In this manner Alexander Bogdanov, a major prophet of the Bolshevik movement and one of its most versatile writers and thinkers, begins his Utopian science fiction novel Red Star , first published in 1908. The red star is Mars; but it is also the dream set to paper of the kind of society that could emerge on Earth after the dual victory of the scientific-technical revolution and the social revolution. Bogdanov, a professional revolutionary, was one of those people, peculiar to revolutionary societies of our century, who moved easily back and forth between the barricade and the study table, the prison cell and the laboratory. He was a physician and a man of science; and he was the first in Russian fiction to combine a technical utopia, grounded in the latest scientific theories of the time, with the ideas of revolutionary Marxism. This was the central theme of both Red Star and his other novel, Engineer Menni.

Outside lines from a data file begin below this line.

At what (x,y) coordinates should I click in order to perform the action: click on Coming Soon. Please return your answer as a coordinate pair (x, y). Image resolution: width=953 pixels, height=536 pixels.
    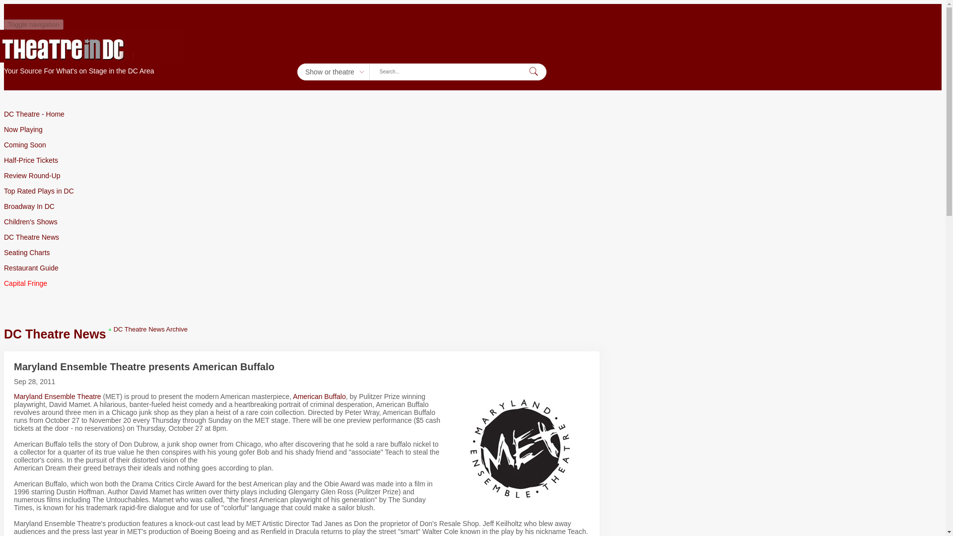
    Looking at the image, I should click on (304, 144).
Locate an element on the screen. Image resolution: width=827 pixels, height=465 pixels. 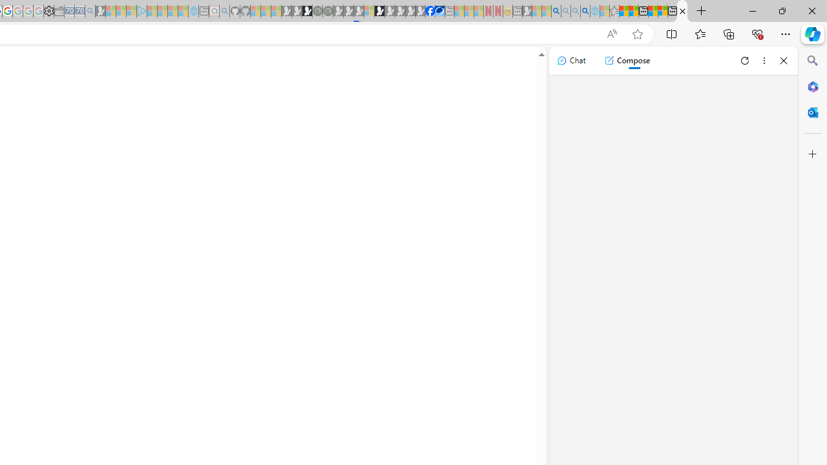
Chat is located at coordinates (571, 61).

Bogdanovs revolutionary Martian fantasy grew out of his personal experiences as a Marxist during the Revolution of 1905, the popularity of science fiction in Russia around the turn of the century, and his still developing theory of tectology, the science of systems thinking and organization. Bogdanov was born in Tula in 1873 to an educated family, studied science and psychology in Moscow and Kharkov, and received a medical degree in 1899. By that time he had also become a Populist and then a Marxist. On the surface, Bogdanovs path from medicine to revolution appears typical of radical Russians of that age in that so many of themMark Natanson, Fdor Dan, Vera Figner, among othershad begun their love affair with the people by learning how to cure their physical illnesses. Unlike most of them, Bogdanov did not abandon science for revolution: rather, he deepened and extended his study of physiology, technology, and natural science and combined them with his own version of Marxian sociology. An early member of the Marxist Russian Social Democratic Partythe matrix of Bolshevism and MenshevismBogdanov worked as an underground agent, fomenting agitation and disseminating propaganda among workers, students, and educated society in Moscow as well as in provincial towns far distant from the two capitals. In terms of on-the-spot experience, he was one of the best informed of the Social Democrat leaders about actual life and labor conditions in Russian cities. As a physician he was also keenly aware of the social misery of poor people in the burgeoning factory centers of industrializing Russia. His repugnance for the contemporary city reveals itself in his loving description of the Utopian factory settlements of Red Star and the dreadful working conditions in Engineer Menni . Numerous arrests and terms in exile punctuated his revolutionary career, and these experiencesoften called the university education of radicalsthrew him into contact with like-minded young thinkers and rebels such as Anatol Lunacharsky, future Bolshevik Commissar of Education and Culture, Fdor Bazarov, a well-known economist, and I. I. Skvortsov-Stepanov, publicist, economist, and writer on atheism.